George Washington 1789-1797
George Washington started poor and ambitious, married for money, led the American Revolution and, almost single handedly, set the standard and pattern for all future presidents. He is also the first president to order American soldiers against other Americans to put down a revolt, a distinction only he and Abraham Lincoln, who led the entire nation in the Civil War, share.
John Adams 1797-1801
A revolutionary leader who distrusted the masses. John Adams was brilliant and one of the chief philosophical leaders of the new nation. He also was not very good at day-to-day politicking and was overwhelmed by infighting. Abigail Adams was one of the first true feminists to appear inthe nation, wife to one president and mother to another.

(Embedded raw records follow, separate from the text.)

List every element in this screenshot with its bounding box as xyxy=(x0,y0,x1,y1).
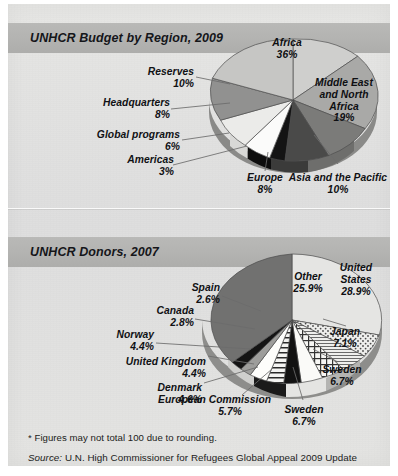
pie-label-reserves-value: 10% xyxy=(86,78,194,90)
pie-label-mena-line2: and North xyxy=(319,89,368,100)
pie-label-other-name: Other xyxy=(294,271,322,282)
pie-label-asia-pacific-name: Asia and the Pacific xyxy=(289,172,387,183)
pie-label-reserves: Reserves 10% xyxy=(86,66,194,89)
pie-label-united-kingdom-name: United Kingdom xyxy=(126,356,206,367)
chart-title-donors: UNHCR Donors, 2007 xyxy=(30,245,159,259)
pie-label-global-programs: Global programs 6% xyxy=(48,129,180,152)
pie-label-asia-pacific-value: 10% xyxy=(286,184,390,196)
pie-label-netherlands: European Commission 5.7% xyxy=(158,394,242,417)
pie-label-canada-value: 2.8% xyxy=(102,317,194,329)
pie-label-united-kingdom: United Kingdom 4.4% xyxy=(60,356,206,379)
pie-label-united-states: United States 28.9% xyxy=(323,262,389,298)
pie-label-spain-name: Spain xyxy=(192,282,220,293)
pie-label-asia-pacific: Asia and the Pacific 10% xyxy=(286,172,390,195)
pie-label-americas-value: 3% xyxy=(86,166,174,178)
pie-label-headquarters-value: 8% xyxy=(50,109,170,121)
pie-label-americas: Americas 3% xyxy=(86,154,174,177)
rounding-footnote: * Figures may not total 100 due to round… xyxy=(28,432,217,443)
pie-label-norway-value: 4.4% xyxy=(68,341,154,353)
pie-label-americas-name: Americas xyxy=(127,154,174,165)
scanned-paper-area: UNHCR Budget by Region, 2009 xyxy=(8,4,390,466)
chart-panel-budget-by-region: UNHCR Budget by Region, 2009 xyxy=(8,4,390,208)
pie-label-spain: Spain 2.6% xyxy=(128,282,220,305)
pie-label-global-programs-name: Global programs xyxy=(97,129,180,140)
pie-label-sweden-value: 6.7% xyxy=(304,376,380,388)
pie-svg-donors xyxy=(194,232,390,418)
pie-label-africa-name: Africa xyxy=(272,37,302,48)
pie-label-us-value: 28.9% xyxy=(323,286,389,298)
pie-label-european-commission-name: Sweden xyxy=(284,404,323,415)
pie-label-mena-line1: Middle East xyxy=(315,77,373,88)
pie-label-norway: Norway 4.4% xyxy=(68,329,154,352)
pie-label-denmark-name: Denmark xyxy=(158,382,202,393)
pie-label-reserves-name: Reserves xyxy=(148,66,194,77)
pie-label-headquarters-name: Headquarters xyxy=(103,97,170,108)
pie-label-africa: Africa 36% xyxy=(244,37,330,60)
pie-label-canada: Canada 2.8% xyxy=(102,305,194,328)
pie-label-us-line1: United xyxy=(340,262,372,273)
pie-label-mena-line3: Africa xyxy=(329,101,359,112)
pie-label-japan-value: 7.1% xyxy=(312,338,378,350)
pie-label-sweden: Sweden 6.7% xyxy=(304,364,380,387)
pie-label-netherlands-value: 5.7% xyxy=(158,406,242,418)
pie-label-global-programs-value: 6% xyxy=(48,141,180,153)
pie-label-mena-value: 19% xyxy=(300,112,388,124)
pie-label-middle-east-north-africa: Middle East and North Africa 19% xyxy=(300,77,388,124)
pie-label-japan: Japan 7.1% xyxy=(312,326,378,349)
pie-label-japan-name: Japan xyxy=(330,326,360,337)
pie-label-us-line2: States xyxy=(340,274,371,285)
pie-label-norway-name: Norway xyxy=(117,329,155,340)
pie-label-european-commission-value: 6.7% xyxy=(240,416,368,428)
source-keyword: Source: xyxy=(28,452,62,463)
pie-label-european-commission: Sweden 6.7% xyxy=(240,404,368,427)
pie-label-canada-name: Canada xyxy=(157,305,195,316)
source-text: U.N. High Commissioner for Refugees Glob… xyxy=(65,452,357,463)
chart-title-budget: UNHCR Budget by Region, 2009 xyxy=(30,31,223,45)
pie-label-spain-value: 2.6% xyxy=(128,294,220,306)
pie-chart-donors xyxy=(194,232,390,418)
figure-page: UNHCR Budget by Region, 2009 xyxy=(0,0,398,476)
pie-label-united-kingdom-value: 4.4% xyxy=(60,368,206,380)
pie-label-europe-name: Europe xyxy=(247,172,283,183)
pie-label-africa-value: 36% xyxy=(244,49,330,61)
source-line: Source: U.N. High Commissioner for Refug… xyxy=(28,452,357,463)
pie-label-sweden-name: Sweden xyxy=(322,364,361,375)
pie-label-headquarters: Headquarters 8% xyxy=(50,97,170,120)
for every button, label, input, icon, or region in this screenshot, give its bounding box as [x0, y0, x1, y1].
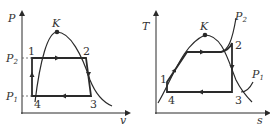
ts-point-1: 1	[160, 73, 167, 86]
pv-arrow-1-up	[30, 72, 35, 77]
pv-point-4: 4	[34, 98, 41, 111]
ts-point-4: 4	[168, 94, 175, 107]
pv-diagram: P v K P2 P1 1 2 3 4	[5, 12, 128, 127]
pv-p1-label: P1	[5, 90, 18, 104]
pv-arrow-3-4	[61, 94, 66, 99]
pv-y-axis-label: P	[7, 12, 16, 25]
ts-arrow-evap	[200, 50, 205, 55]
ts-diagram: T s K P2 P1 1 2 3 4	[142, 10, 268, 127]
ts-y-axis-label: T	[142, 20, 151, 33]
ts-point-2: 2	[235, 39, 242, 52]
pv-point-3: 3	[90, 98, 97, 111]
ts-critical-point-label: K	[199, 20, 209, 33]
pv-arrow-2-3	[86, 72, 91, 77]
ts-cycle	[167, 43, 232, 92]
pv-arrow-1-2	[55, 56, 60, 61]
ts-point-3: 3	[235, 94, 242, 107]
ts-arrow-3-4	[198, 90, 203, 95]
ts-x-axis-label: s	[257, 114, 263, 127]
pv-point-2: 2	[83, 45, 90, 58]
ts-critical-point-marker	[203, 33, 208, 38]
ts-p1-label: P1	[251, 68, 264, 82]
pv-p2-label: P2	[5, 52, 18, 66]
pv-x-axis-label: v	[120, 114, 127, 127]
cycle-diagrams: P v K P2 P1 1 2 3 4 T s K P2 P1 1 2 3	[0, 0, 270, 135]
pv-critical-point-marker	[55, 30, 60, 35]
pv-saturation-dome	[35, 32, 112, 106]
pv-critical-point-label: K	[51, 17, 61, 30]
ts-p2-label: P2	[234, 10, 247, 24]
ts-arrow-2-3	[230, 65, 235, 70]
ts-p2-isobar	[221, 18, 236, 52]
pv-point-1: 1	[28, 45, 35, 58]
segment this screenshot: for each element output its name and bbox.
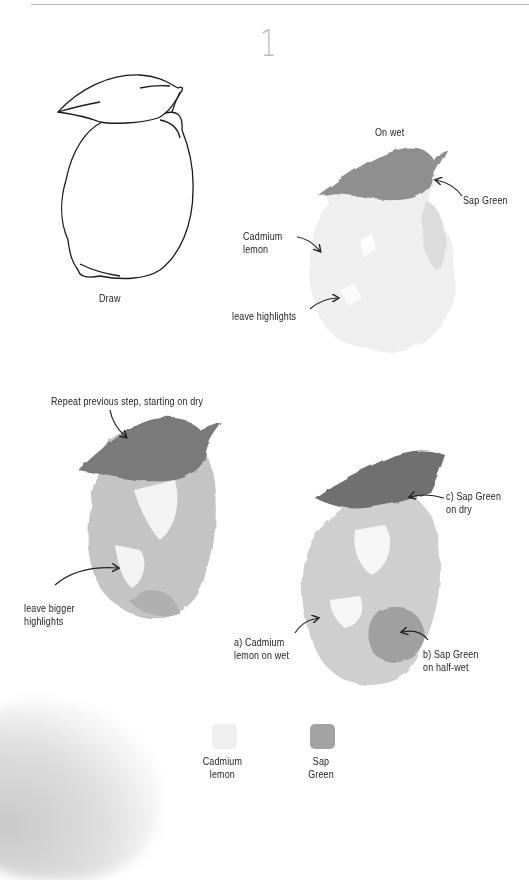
label-line: Green [304, 768, 338, 781]
lemon-on-wet-painting [310, 148, 456, 352]
label-sap-green: Sap Green [463, 194, 508, 207]
label-b-sap-green-halfwet: b) Sap Green on half-wet [423, 648, 479, 674]
repeat-title: Repeat previous step, starting on dry [51, 395, 203, 408]
draw-caption: Draw [99, 292, 121, 305]
label-line: on half-wet [423, 661, 479, 674]
lemon-line-drawing [58, 75, 193, 279]
label-line: c) Sap Green [446, 490, 501, 503]
label-line: leave bigger [24, 602, 75, 615]
legend-sap-green: Sap Green [304, 755, 338, 781]
label-a-cadmium-lemon-wet: a) Cadmium lemon on wet [234, 636, 289, 662]
label-c-sap-green-dry: c) Sap Green on dry [446, 490, 501, 516]
label-line: Cadmium [243, 230, 282, 243]
label-line: Sap [304, 755, 338, 768]
legend-cadmium-lemon: Cadmium lemon [202, 755, 243, 781]
arrow-sap-green [436, 180, 462, 196]
swatch-cadmium-lemon [212, 724, 237, 749]
label-line: on dry [446, 503, 501, 516]
label-leave-bigger-highlights: leave bigger highlights [24, 602, 75, 628]
label-line: Cadmium [202, 755, 243, 768]
label-leave-highlights: leave highlights [232, 310, 296, 323]
swatch-sap-green [310, 724, 335, 749]
on-wet-title: On wet [375, 126, 404, 139]
label-line: lemon on wet [234, 649, 289, 662]
label-line: lemon [202, 768, 243, 781]
label-cadmium-lemon: Cadmium lemon [243, 230, 282, 256]
label-line: b) Sap Green [423, 648, 479, 661]
label-line: a) Cadmium [234, 636, 289, 649]
label-line: highlights [24, 615, 75, 628]
label-line: lemon [243, 243, 282, 256]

Thomas Jefferson 1801-1809
Almost certainly the most intelligent and creative man ever to hold the office. He was a renaissance man whose only real flaw was being a great host who entertained himself into poverty. He was also the president who made the Louisiana Purchase, which doubled the size of the nation and opened the continent. So much can be said about him that he has his own chapter in this book.
James Madison 1809-1817
An author and the chief supporter of the Constitution. He wrote extensively, helping to get the document accepted. He was analytical, cautious, and logical. His views on government molded the United States and are reflected in the nature of the nation even today.
James Monroe 1817-1825
President Monroe was the first of the "foreign policy presidents." He could be concerned with such things because matters were going smoothly inside the still-new nation. Perhaps his greatest accomplishment was the Monroe Doctrine, which basically told foreign powers to stay out of the Western Hemisphere. The irony of this is that it was mostly enforced by the British, who actually had a navy, not the United States, which really didn't.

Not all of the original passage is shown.